Here are five methods I use that help make writing an average of four articles a week pretty easy. 

The premise of the post is not set in concrete

Typically when I come to write a piece of content I have my basic idea already there in my notes, a possible title, plus some bullet points and ideas. So with those to start with I start writing. While I am writing I have one overriding guideline: I let the writing take me where it wants to go. What will often happen is I will get really interested in a  facet of my post or article and wind up wandering off in a tangential direction to my original idea; and often it’s a better direction than my original idea. The original idea for this post was to write about evergreen content, but it evolved into something related but not on that topic. I still have that idea set aside to come back to another time. 

The post may in fact be posts

I often will write and by the time I am done, I am thinking, “that’s too long”. My main publishing vehicles are my newsletters (this one on LinkedIn and a longer one for my email subscribers), and my readers seem to like something every week, but something they can read quickly and take away a thought idea or something to experiment with.

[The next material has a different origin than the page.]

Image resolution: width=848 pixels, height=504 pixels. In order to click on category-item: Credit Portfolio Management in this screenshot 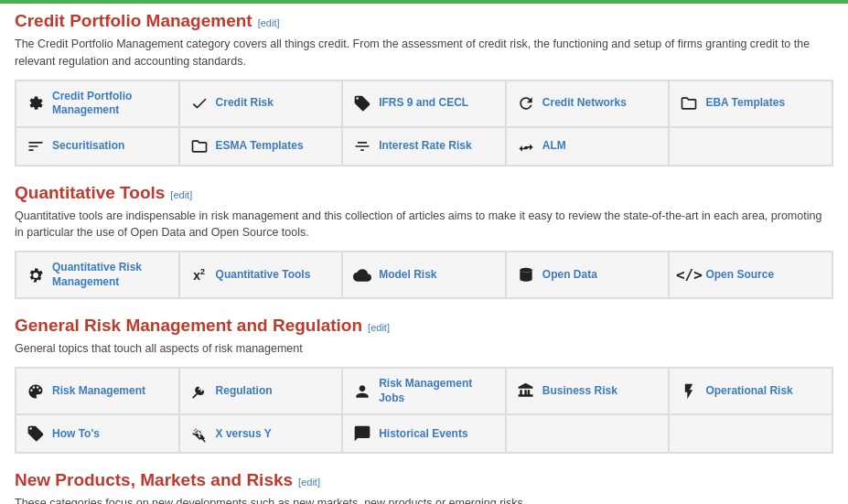, I will do `click(97, 104)`.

There are exceptions, but in general I keep it short. If something winds up being seven or eight minutes in reading time, I am going to look for a way to chop it in two. A good example of this is an idea I had the other day about advertising on LinkedIn. The more I thought about it, the more I realized that something on advertising would best be put in context of an overall sales and marketing effort. That original idea looks like it will morph onto a six part series. One piece of content has (or will, I am only half done) become six.

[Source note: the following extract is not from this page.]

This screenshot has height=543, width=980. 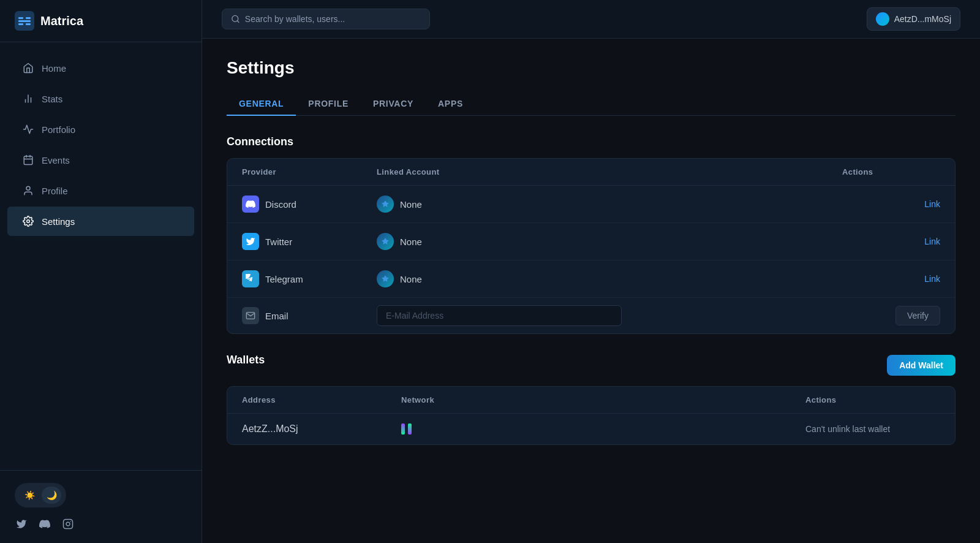 I want to click on email-icon, so click(x=251, y=316).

Adding and expanding existing topics

A lot of content comes from adding and expanding on existing topics. A newsletter piece I wrote earlier today was based on  a piece I wrote several years ago on managing your homepage feed. But today was about one specific aspect of that, people whose posts you want to avoid altogether. 

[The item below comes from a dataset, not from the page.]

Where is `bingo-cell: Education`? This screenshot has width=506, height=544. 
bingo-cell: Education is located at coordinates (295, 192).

Coming at a topic from a different angle

A good example of this idea was an article I wrote for a newsletter on hashtags (mind you, this back when hashtags were still in vogue on LinkedIn). It was for marketers…all the different ways hashtags could be used with articles, posts and on company pages. A complete marketers guide to hashtags. While I was writing the article though, I started thinking of ways sales people could use hashtags. They were good ideas, but certainly didn’t fit with the content focus of the post I was writing. So I wrote a second post from a sales perspective. 

Use comments and input from all over

I had a comment on an article this morning on something I wrote four years ago (the one on homepage feeds I referenced above). I wound up writing a very long response to the comment and when I hit publish I realized that I had the core of a good post there. I probably get one in every four or five posts that way – a comment or question that comes out of another piece of content I have written. 

These are all examples of being open to ideas and sources for your content. I try not to be too structured in my writing. Often what I end up writing bears little resemblance to what I figured I would be writing about. This works for me. Find what works for you and you will do well with your content.